More strikes occurred early this week when 18 people were reportedly killed on the Syrian side of the border with Iraq, and a further 21 Iraqis died a day later in an explosion in Iraq’s Anbar province.

There have been reports of more than half a dozen such attacks since mid-July. They are the first known Israeli strikes on Iraq’s territory in four decades.

The running thread in these various incidents – apart from Israel’s violation of each country’s sovereignty – is Iran.

Until recently, Israel had launched regular forays deep into Syrian airspace to target what it said was the transport through Syria of long-range precision missiles supplied by Iran to Hezbollah, its Shia ally in Lebanon.

Hezbollah and Iran view this growing stockpile of precision weapons – capable of hitting key military installations in Israel – as a vital restraint on Israel’s freedom to attack its neighbors.

Over the past year, Israel’s ability to hit missile convoys as they pass through Syria has narrowed as Bashar Al Assad has regained control of Syrian territory and installed more sophisticated, Russian-made air defenses.

Now Israel appears to be targeting the two ends of the supply chain, from deliveries dispatched in Iraq to their receipt in Lebanon.

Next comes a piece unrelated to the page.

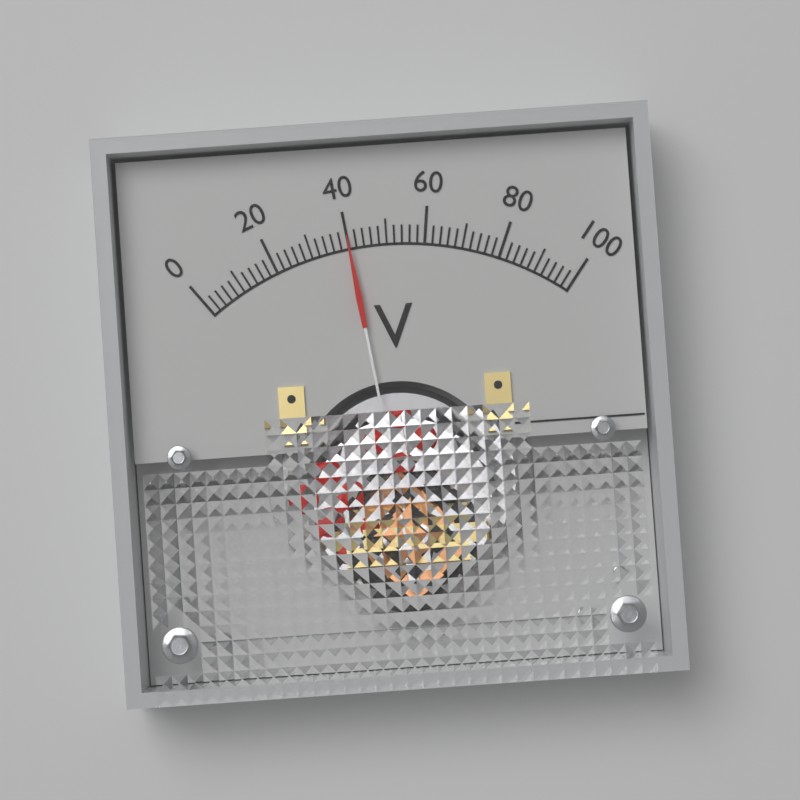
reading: 40 V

In the words of Netanyahu, Iran “is not immune anywhere”.

The US has not taken kindly to Israel’s actions in Iraq, fearing that a local backlash could endanger the 5,000 troops it has stationed there and push Iraq further into Iran’s arms. In response, the Pentagon issued a statement condemning “actions by external actors inciting violence in Iraq”.

So what is Netanyahu up to? Why risk provoking a dangerous clash with Hezbollah and alienating his strongest asset, a supportive US administration headed by Donald Trump, at this critical moment in the election campaign?

The answer could be that he feels he has little choice.

The same weekend that Israel launched its wave of attacks across the region, French President Emmanuel Macron engineered an unexpected visit by Iran’s foreign minister, Mohammad Javad Zarif, to the G7 summit in Biarritz.

It was part of efforts by Macron, and Europe more generally, to encourage Trump to repair relations with Tehran after the US pulled out of the 2015 nuclear agreement last year and reimposed sanctions. Netanyahu has taken credit for the administration’s tough stance.

Now he has been jolted by Trump’s apparent willingness to reconsider, possibly to protect shipping lanes and oil supplies in the Gulf from Iranian disruption, just as the US president seeks re-election.

Any U-turn would conflict sharply with Netanyahu’s agenda. Domestically he has long presented Iran as the ultimate bogeyman, hellbent on gaining a nuclear bomb to destroy Israel. His strongman image has been built on his supposed triumph both in reining in Tehran and recruiting the Trump administration to his cause.

If Trump indicates readiness for rapprochement with Iran before polling day, Netanyahu’s narrative is sunk – and the corruption allegations he faces are likely to take a stronger hold on the public imagination.

That was why, as he headed to London last Thursday, Netanyahu issued a barely veiled rebuke to Trump: “This is not the time to talk to Iran.”

It might also be why a report in the New York Times last week suggested that Israel is contemplating a risky, go-it-alone strike on Iran, something Netanyahu has reportedly been mulling for several years.

Presenting them this week as “new revelations”, he also recycled old claims of Iranian nuclear activity predating the 2015 nuclear deal between Tehran and the US.

Certainly, Netanyahu has every interest in using attacks like the recent ones to provoke a reaction from Iran in the hope of pre-empting any US overture.

It is a high-stakes gamble and one that risks setting off a conflagration should Netanyahu overplay his hand. These are desperate times for Israel’s longest-serving but increasingly embattled prime minister.

A version of this article first appeared in the National, Abu Dhabi.